FREAK SHOW
 
After the Cube E tour The Residents were feeling rather despirited. The last leg of the tour had been plagued with problems and they'd been feeling more and more like what had started out as a piece of musical theatre had turned into an exhibition of bizarre cultural deformities with themselves as the star attraction. "Everyone comes to the freak-show" became a back-stage catch-phrase for the tour. It didn't help that after almost ten years of tours and major projects (not to mention nearly twenty years of albums), the musical press still spent far more time talking about their Eyeball heads than their music.

Building on their fears and worries (a frequent source of inspiration for them) and inspired by such sources as Daniel P. Mannix's book Freaks: We Who Are Not Like Others and the 1932 movie Freaks, they came up with a series of short stories about a troupe of side-show freaks.

The songs which grew out of these don't necessarily tell these stories (though some do) but instead concentrate on the character of the people -- with the reminder that these are people, in spite of their often disturbing appearances. The group also turn the situation upside-down for one song, Lillie. Lillie is a member of the audience who, in spite of being a so-called "normal" person, is so disturbing that she manages to freak the freaks out.

The Residents hired Tony Janssen, who had worked with them on the sound on Cube-E, to help out with the MIDI work on the album. The band had started experimenting with the technology when they were hired to write soundtracks for episodes of Pee-Wee's Playhouse but this was the most extensive use of the synthesizer networking system they had ever undertaken.

The album was fairly successful and The Residents decided to expand on the ideas within it. They teamed up with computer animator Jim Ludtke to produce a promotional video, Harry the Head. As part of their 20th Anniversary celebrations in 1992 they recruited a host of top-notch alternative comix artists to produce a full-colour graphic novel based on the characters' songs and stories, which was published by Dark Horse Comics. A special limited-edition hard-cover version also included a single called Blowoff, a fifteen-minute instrumental piece based on musical ideas from Freak Show.

The graphic novel was a hit and was followed by a first for The Residents: a CD-ROM. The interactive program lets the viewer not only explore the actual Freak Show under the big top, but also go backstage to the Freaks' trailers and poke around in their personal belongings and private lives (and see videos for each character). The Residents themselves appear as a freak act and have a trailer for you to explore, which contains a history of the band.

EuroRalph has put out a Freak Show CD-ROM Soundtrack CD. This is identical to the original album but includes a bonus CD-ROM track based on Dave McKean's graphic-novel story for the song Lillie (which had been left off of the CD-ROM).

In 1995 the band turned Freak Show into a stage show, which they premiered in November, 1995, in Prague. The band themselves did not perform but instead they hired the leader of a Czech band, Uz Jsme Doma, as music director for an orchestra which performed the music, as well as a handful of actors and singers who appear on stage.

Ralph America released a 2 CD set of an updated Freak Show that incorporated the Blowoff pieces along with music from the live performance in Prague.

Mute currently has a CD/DVD Freak Show set in release.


Your instructions: Print every line of the material below exactly as it stands, but omit the pictures.
= = =
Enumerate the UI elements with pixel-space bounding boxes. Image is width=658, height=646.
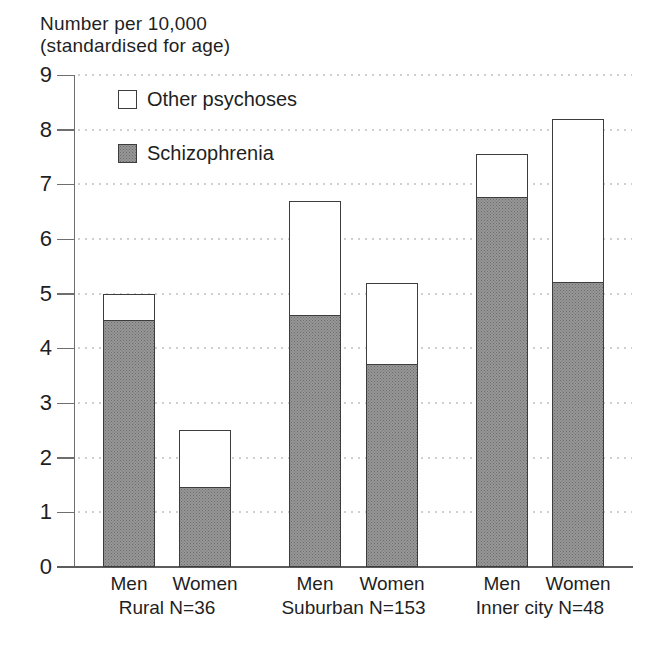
y-tick-label-6: 6 [0, 226, 52, 252]
y-tick-label-1: 1 [0, 499, 52, 525]
plot-area: 0123456789MenWomenRural N=36MenWomenSubu… [0, 0, 658, 646]
category-label-women-4: Women [347, 573, 437, 595]
y-tick-7 [57, 184, 75, 186]
y-tick-8 [57, 129, 75, 131]
chart-title-line2: (standardised for age) [40, 35, 230, 57]
gridline-3 [78, 402, 632, 404]
bar-inner-city-women [552, 119, 604, 567]
legend-item-other-psychoses: Other psychoses [118, 88, 297, 111]
y-tick-label-4: 4 [0, 335, 52, 361]
gridline-4 [78, 347, 632, 349]
y-axis-line [74, 75, 75, 567]
y-tick-label-9: 9 [0, 62, 52, 88]
schizophrenia-segment [104, 320, 154, 566]
gridline-9 [78, 74, 632, 76]
legend-label-other-psychoses: Other psychoses [147, 88, 297, 111]
schizophrenia-swatch-icon [118, 144, 137, 163]
bar-inner-city-men [476, 154, 528, 567]
schizophrenia-segment [180, 487, 230, 566]
bar-rural-men [103, 294, 155, 567]
bar-suburban-men [289, 201, 341, 567]
y-tick-label-0: 0 [0, 554, 52, 580]
y-tick-label-5: 5 [0, 281, 52, 307]
figure: 0123456789MenWomenRural N=36MenWomenSubu… [0, 0, 658, 646]
gridline-6 [78, 238, 632, 240]
category-label-women-6: Women [533, 573, 623, 595]
schizophrenia-segment [553, 282, 603, 566]
bar-suburban-women [366, 283, 418, 567]
gridline-8 [78, 129, 632, 131]
y-tick-4 [57, 348, 75, 350]
legend-item-schizophrenia: Schizophrenia [118, 142, 274, 165]
y-tick-5 [57, 293, 75, 295]
legend-label-schizophrenia: Schizophrenia [147, 142, 274, 165]
y-tick-label-2: 2 [0, 445, 52, 471]
y-tick-3 [57, 403, 75, 405]
y-tick-6 [57, 239, 75, 241]
y-tick-label-8: 8 [0, 117, 52, 143]
y-tick-2 [57, 457, 75, 459]
gridline-2 [78, 457, 632, 459]
schizophrenia-segment [367, 364, 417, 566]
category-label-women-2: Women [160, 573, 250, 595]
other-psychoses-swatch-icon [118, 90, 137, 109]
gridline-5 [78, 293, 632, 295]
y-tick-9 [57, 75, 75, 77]
group-label-inner-city: Inner city N=48 [430, 597, 650, 619]
schizophrenia-segment [290, 315, 340, 566]
chart-title: Number per 10,000 (standardised for age) [40, 13, 230, 57]
bar-rural-women [179, 430, 231, 567]
chart-title-line1: Number per 10,000 [40, 13, 230, 35]
gridline-1 [78, 511, 632, 513]
y-tick-label-3: 3 [0, 390, 52, 416]
schizophrenia-segment [477, 197, 527, 566]
y-tick-1 [57, 512, 75, 514]
y-tick-label-7: 7 [0, 171, 52, 197]
gridline-7 [78, 183, 632, 185]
= = =
Solution:
Enumerate the UI elements with pixel-space bounding boxes. Image is width=658, height=646.
y-tick-label-6: 6 [0, 226, 52, 252]
y-tick-label-1: 1 [0, 499, 52, 525]
plot-area: 0123456789MenWomenRural N=36MenWomenSubu… [0, 0, 658, 646]
category-label-women-4: Women [347, 573, 437, 595]
y-tick-7 [57, 184, 75, 186]
y-tick-8 [57, 129, 75, 131]
chart-title-line2: (standardised for age) [40, 35, 230, 57]
gridline-3 [78, 402, 632, 404]
bar-inner-city-women [552, 119, 604, 567]
legend-item-other-psychoses: Other psychoses [118, 88, 297, 111]
y-tick-label-4: 4 [0, 335, 52, 361]
gridline-4 [78, 347, 632, 349]
y-axis-line [74, 75, 75, 567]
y-tick-label-9: 9 [0, 62, 52, 88]
schizophrenia-segment [104, 320, 154, 566]
gridline-9 [78, 74, 632, 76]
legend-label-other-psychoses: Other psychoses [147, 88, 297, 111]
schizophrenia-swatch-icon [118, 144, 137, 163]
bar-inner-city-men [476, 154, 528, 567]
schizophrenia-segment [180, 487, 230, 566]
bar-rural-men [103, 294, 155, 567]
bar-suburban-men [289, 201, 341, 567]
y-tick-label-0: 0 [0, 554, 52, 580]
y-tick-label-5: 5 [0, 281, 52, 307]
figure: 0123456789MenWomenRural N=36MenWomenSubu… [0, 0, 658, 646]
gridline-6 [78, 238, 632, 240]
category-label-women-6: Women [533, 573, 623, 595]
schizophrenia-segment [553, 282, 603, 566]
bar-suburban-women [366, 283, 418, 567]
gridline-8 [78, 129, 632, 131]
y-tick-4 [57, 348, 75, 350]
legend-item-schizophrenia: Schizophrenia [118, 142, 274, 165]
y-tick-5 [57, 293, 75, 295]
legend-label-schizophrenia: Schizophrenia [147, 142, 274, 165]
y-tick-label-2: 2 [0, 445, 52, 471]
y-tick-3 [57, 403, 75, 405]
y-tick-6 [57, 239, 75, 241]
y-tick-label-8: 8 [0, 117, 52, 143]
y-tick-2 [57, 457, 75, 459]
gridline-2 [78, 457, 632, 459]
schizophrenia-segment [367, 364, 417, 566]
category-label-women-2: Women [160, 573, 250, 595]
other-psychoses-swatch-icon [118, 90, 137, 109]
gridline-5 [78, 293, 632, 295]
y-tick-9 [57, 75, 75, 77]
group-label-inner-city: Inner city N=48 [430, 597, 650, 619]
schizophrenia-segment [290, 315, 340, 566]
chart-title: Number per 10,000 (standardised for age) [40, 13, 230, 57]
bar-rural-women [179, 430, 231, 567]
chart-title-line1: Number per 10,000 [40, 13, 230, 35]
gridline-1 [78, 511, 632, 513]
y-tick-label-3: 3 [0, 390, 52, 416]
schizophrenia-segment [477, 197, 527, 566]
y-tick-1 [57, 512, 75, 514]
y-tick-label-7: 7 [0, 171, 52, 197]
gridline-7 [78, 183, 632, 185]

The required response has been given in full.